Rep. Phil Roe (R-Tenn.), the ranking member of the House VA Committee, was the lead member on the March 8 letter.

Some lawmakers, particularly Democrats, fear the department won’t have enough discretionary funds to pay for the new community care program and VA’s planned access standards under the MISSION Act, and appropriated dollars to support the agency’s own health programs, fill tens of thousands of vacancies, and juggle its many other modernization priorities.

VA officials said the department does have the ability, with congressional permission, to transfer discretionary funds from other accounts to pay for veterans medical care as the need arises. The trick, they said, will be in how they balance the desire for community care with VA’s other priorities.

The 2020 budget request does include funding for an additional net gain of 13,000 new employees at the Veterans Health Administration, senior agency officials said.

“I’ll acknowledge VHA has struggled to hire in the past,” an agency official said. “We do have additional hiring, recruitment and retention authorities under the MISSION Act.
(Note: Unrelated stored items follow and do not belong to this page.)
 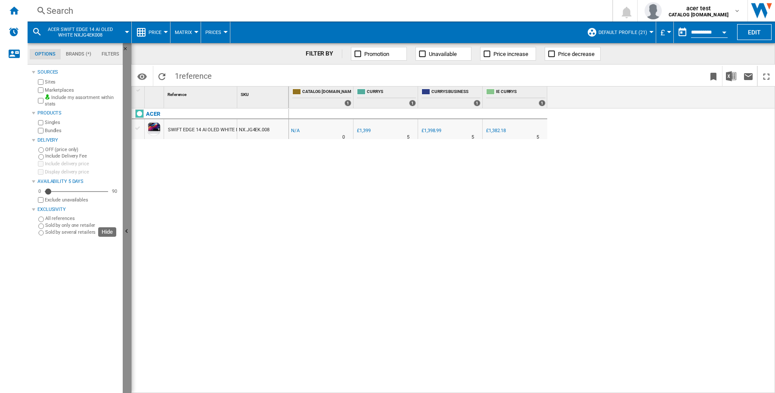 I want to click on button: Maximize, so click(x=767, y=76).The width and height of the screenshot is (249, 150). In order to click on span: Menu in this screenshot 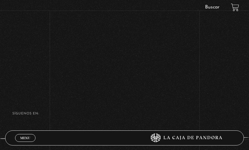, I will do `click(25, 138)`.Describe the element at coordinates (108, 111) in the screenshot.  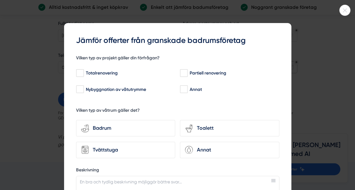
I see `h5: Vilken typ av våtrum gäller det?` at that location.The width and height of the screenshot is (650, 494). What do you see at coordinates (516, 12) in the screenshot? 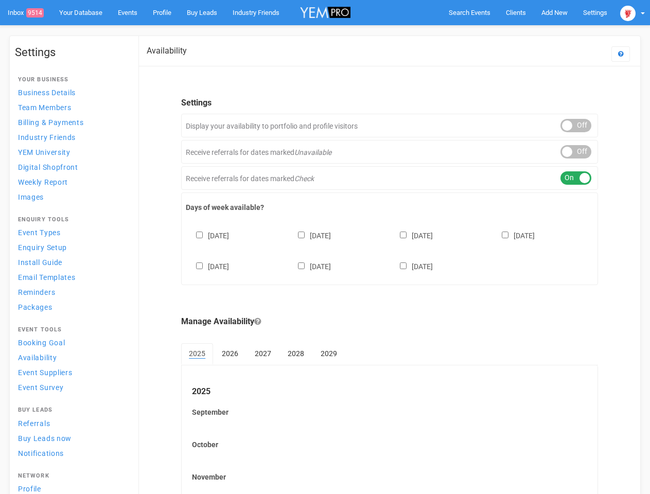
I see `span: Clients` at bounding box center [516, 12].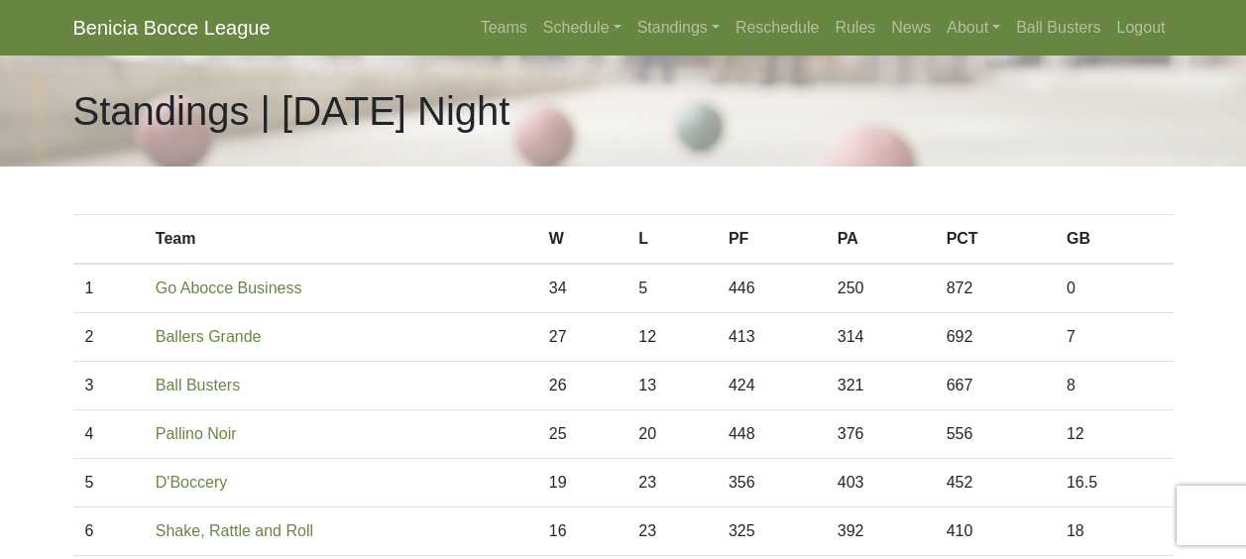 Image resolution: width=1246 pixels, height=559 pixels. Describe the element at coordinates (881, 289) in the screenshot. I see `td: 250` at that location.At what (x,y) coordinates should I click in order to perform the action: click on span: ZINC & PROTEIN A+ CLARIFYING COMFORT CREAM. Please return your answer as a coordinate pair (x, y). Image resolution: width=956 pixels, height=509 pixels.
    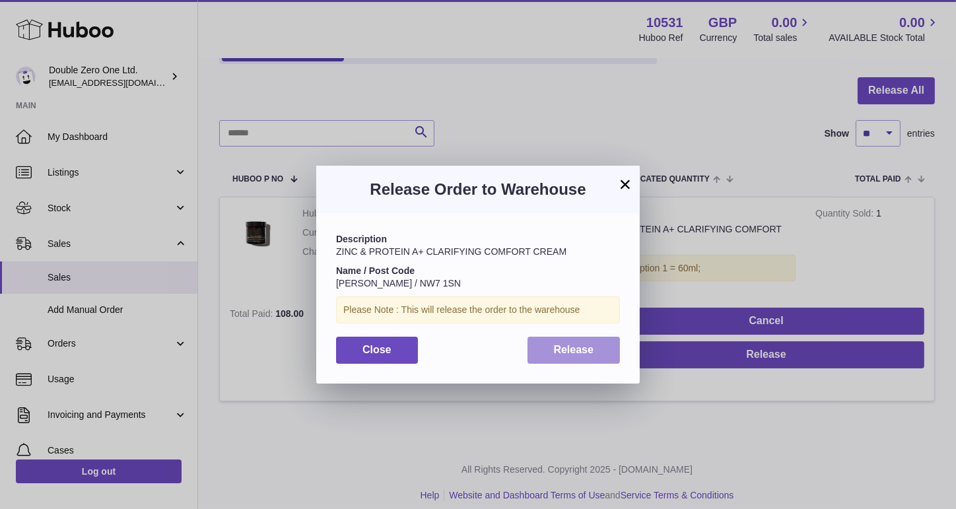
    Looking at the image, I should click on (451, 252).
With our expanded focus on telehealth, we’re hoping we can hire in areas where we’ve not necessarily had as much challenge bringing in providers.”
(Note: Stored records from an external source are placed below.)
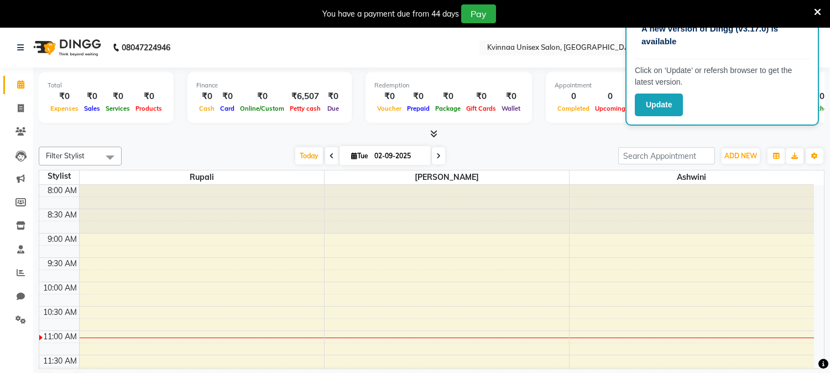 This screenshot has width=830, height=373. I want to click on div: Stylist, so click(59, 176).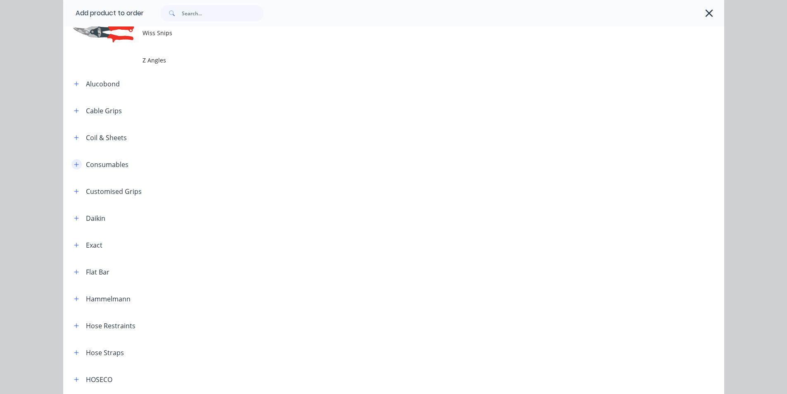 The width and height of the screenshot is (787, 394). I want to click on div: HOSECO, so click(99, 379).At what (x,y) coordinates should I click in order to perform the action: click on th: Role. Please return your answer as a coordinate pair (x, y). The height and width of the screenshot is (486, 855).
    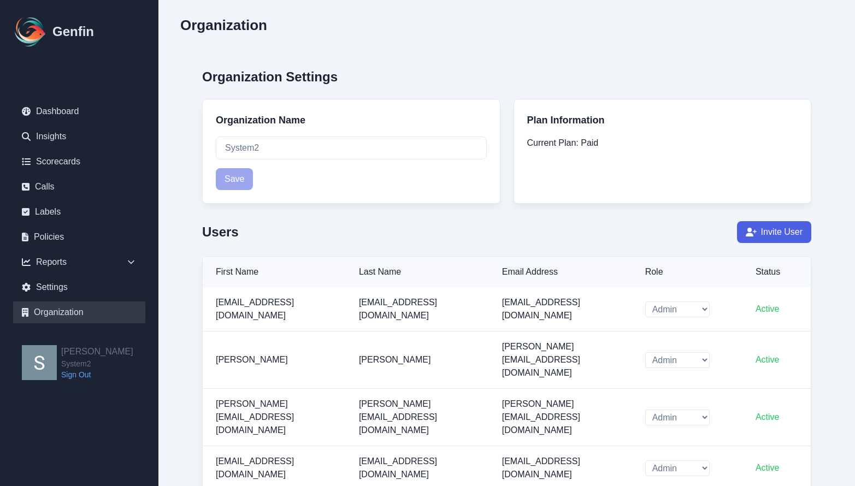
    Looking at the image, I should click on (688, 272).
VA last received additional budget authority for more hiring back in 2014, when Congress passed the Veterans Access, Choice and Accountability Act, the official said.

Is VA’s IT budget enough?

In addition, VA’s IT budget request increased by $240 million dollars in 2020, a 5.8 percent boost over 2019 funding. The bulk of the agency’s additional IT funding would go toward implementation of the VA MISSION ACT,  recapitalize an aging network infrastructure, expedite its transition to the cloud and replace legacy financial management, burial operations support and benefits delivery network systems.
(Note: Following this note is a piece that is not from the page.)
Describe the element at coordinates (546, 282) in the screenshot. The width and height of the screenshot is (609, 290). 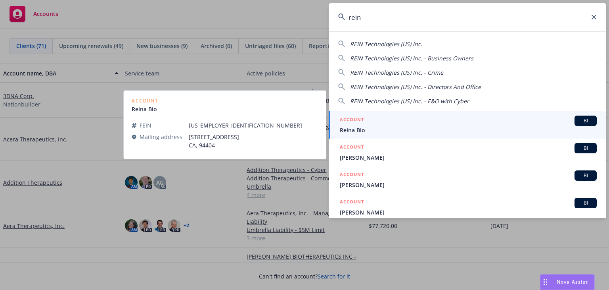
I see `div: Drag to move` at that location.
VA’s ongoing effort to implement Cerner’s commercial electronic health record and achieve interoperability with the Pentagon — and community care providers — would receive $1.6 billion in 2020, a 6 percent increase over 2019 levels.

About $1.1 billion of EHR funding would go toward VA’s contract itself with Cerner. Another $162 million and $335 million would cover program management and infrastructure support, according to VA’s request.

Senior VA officials said the department’s total IT budget doesn’t completely cover the agency’s technical debt.

That’s also a concern for members of Congress, including the Republicans who shared their views on the VA funding request with the House Budget Committee.

“The [Office of Information and Technology] appropriation has remained relatively static over the last several years, yet the enterprise technology needs of VA have only grown, and we add that the Electronic Health Record Modernization program’s needs have put additional strains on the already constrained OIT appropriation,” Roe and House VA committee Republicans wrote.

VA is also beginning to implement the Defense Department’s supply management system, called the Defense Medical Logistics Support system. VA will install this system about 90 days before it implements the Cerner electronic health record at the initial test sites in the Pacific Northwest, senior agency officials said.